Abstract

In the clinical application of preimplantation genetic diagnosis (PGD), the efficiency of the fluorescence in-situ hybridization (FISH) technique is high and the sex of an embryo can be unequivocally determined when two X-chromosome signals. Y-chromosome signal or one X-chromosome and one Y-chromosome signal are detected. Furthermore, multicolor FISH with probes for chromosomes X, Y and one or more autosomes has the additional advantage that it can detect simultaneously the sex, ploidy status and numerical abnormalities of the investigated chromosomes. The application of FISH to human embryos has led to the discovery that chromosomal mosaicism is common at the cleavage stage of arrested and/or abnormally developing embryos as well as in normally developing embryos. We report here a case of a couple that wanted to selectively have a male pregnancy. They wished to combine the treatment with PGD so as to have only male embryos implanted. They have two normal female children and no history of clinically documented pregnancy losses. PGD studies on 6–8 cell embryos were done in two different cycles, with the X and Y-specific probes, using standard FISH procedures. In the first round all 3 embryos, resulting from routine insemination exhibited two X-chromosome signals, consistent with a female complement. Thus no implantation was done. In the second cycle, all 4 embryos, resulting from ICSI, were either normal female or showed a triploid XXY complement. Thus no normal male embryo was identified. The sex ratio of sperm from a semen sample is currently in progress. It is well known that there are families with a skewed proportion of male-to-female offspring. The reason for the preponderance of female embryos may be due to such a skewing in the male partner, or a higher incidence of non-disjunction in the Y-bearing sperm. Thus in families with children with only either sons or daughters, it is possible that an alteration in the embryo sex ratio might be explained by the preferential binding of Y-bearing sperm to the oocyte, an oocyte-related “discouragement” of binding of X-bearing sperm, or a postfertilization event like triploidy that is lethal.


Work order → Your answer must be an exact transcription of every record below, with the pictures omitted.

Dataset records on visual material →
%%

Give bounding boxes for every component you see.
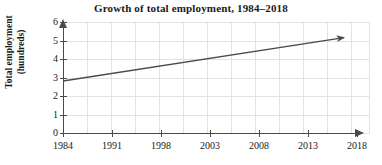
y-tick-mark xyxy=(60,96,67,97)
y-tick-mark xyxy=(60,22,67,23)
x-tick-mark xyxy=(161,130,162,137)
x-tick-label: 2003 xyxy=(188,140,232,151)
x-tick-mark xyxy=(259,130,260,137)
x-tick-label: 2008 xyxy=(237,140,281,151)
gridline-horizontal xyxy=(63,115,370,116)
y-tick-mark xyxy=(60,78,67,79)
x-tick-label: 1991 xyxy=(90,140,134,151)
y-tick-label: 1 xyxy=(38,109,58,120)
y-tick-label: 5 xyxy=(38,35,58,46)
y-tick-label: 0 xyxy=(38,127,58,138)
y-tick-label: 2 xyxy=(38,90,58,101)
x-tick-label: 2018 xyxy=(335,140,379,151)
y-tick-label: 6 xyxy=(38,16,58,27)
x-tick-label: 2013 xyxy=(286,140,330,151)
gridline-horizontal xyxy=(63,41,370,42)
x-tick-mark xyxy=(210,130,211,137)
y-tick-label: 3 xyxy=(38,72,58,83)
y-tick-label: 4 xyxy=(38,53,58,64)
gridline-horizontal xyxy=(63,78,370,79)
y-axis-title: Total employment (hundreds) xyxy=(4,0,32,108)
y-tick-mark xyxy=(60,41,67,42)
x-tick-mark xyxy=(63,130,64,137)
x-tick-label: 1984 xyxy=(41,140,85,151)
x-tick-label: 1998 xyxy=(139,140,183,151)
arrow-up-icon xyxy=(59,19,67,28)
x-tick-mark xyxy=(357,130,358,137)
y-axis-title-line-1: Total employment xyxy=(4,0,16,108)
x-tick-mark xyxy=(308,130,309,137)
plot-area xyxy=(63,22,370,133)
gridline-horizontal xyxy=(63,96,370,97)
x-tick-mark xyxy=(112,130,113,137)
gridline-horizontal xyxy=(63,22,370,23)
y-tick-mark xyxy=(60,59,67,60)
chart-figure: Growth of total employment, 1984–2018 To… xyxy=(0,0,382,165)
y-axis-title-line-2: (hundreds) xyxy=(16,0,28,108)
y-tick-mark xyxy=(60,115,67,116)
gridline-horizontal xyxy=(63,59,370,60)
chart-title: Growth of total employment, 1984–2018 xyxy=(0,2,382,14)
y-axis-line xyxy=(63,26,64,134)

%%

The completed task →
Give bounding boxes for every component you see.
y-tick-mark xyxy=(60,96,67,97)
y-tick-mark xyxy=(60,22,67,23)
x-tick-mark xyxy=(161,130,162,137)
x-tick-label: 2003 xyxy=(188,140,232,151)
x-tick-mark xyxy=(259,130,260,137)
x-tick-label: 2008 xyxy=(237,140,281,151)
gridline-horizontal xyxy=(63,115,370,116)
y-tick-mark xyxy=(60,78,67,79)
x-tick-label: 1991 xyxy=(90,140,134,151)
y-tick-label: 1 xyxy=(38,109,58,120)
y-tick-label: 5 xyxy=(38,35,58,46)
y-tick-label: 0 xyxy=(38,127,58,138)
y-tick-label: 2 xyxy=(38,90,58,101)
x-tick-label: 2018 xyxy=(335,140,379,151)
y-tick-label: 6 xyxy=(38,16,58,27)
x-tick-label: 2013 xyxy=(286,140,330,151)
gridline-horizontal xyxy=(63,41,370,42)
x-tick-mark xyxy=(210,130,211,137)
y-tick-label: 3 xyxy=(38,72,58,83)
y-tick-label: 4 xyxy=(38,53,58,64)
gridline-horizontal xyxy=(63,78,370,79)
y-axis-title: Total employment (hundreds) xyxy=(4,0,32,108)
y-tick-mark xyxy=(60,41,67,42)
x-tick-mark xyxy=(63,130,64,137)
x-tick-label: 1984 xyxy=(41,140,85,151)
x-tick-label: 1998 xyxy=(139,140,183,151)
arrow-up-icon xyxy=(59,19,67,28)
x-tick-mark xyxy=(357,130,358,137)
y-axis-title-line-1: Total employment xyxy=(4,0,16,108)
x-tick-mark xyxy=(308,130,309,137)
plot-area xyxy=(63,22,370,133)
gridline-horizontal xyxy=(63,96,370,97)
x-tick-mark xyxy=(112,130,113,137)
gridline-horizontal xyxy=(63,22,370,23)
y-tick-mark xyxy=(60,59,67,60)
chart-figure: Growth of total employment, 1984–2018 To… xyxy=(0,0,382,165)
y-axis-title-line-2: (hundreds) xyxy=(16,0,28,108)
y-tick-mark xyxy=(60,115,67,116)
gridline-horizontal xyxy=(63,59,370,60)
chart-title: Growth of total employment, 1984–2018 xyxy=(0,2,382,14)
y-axis-line xyxy=(63,26,64,134)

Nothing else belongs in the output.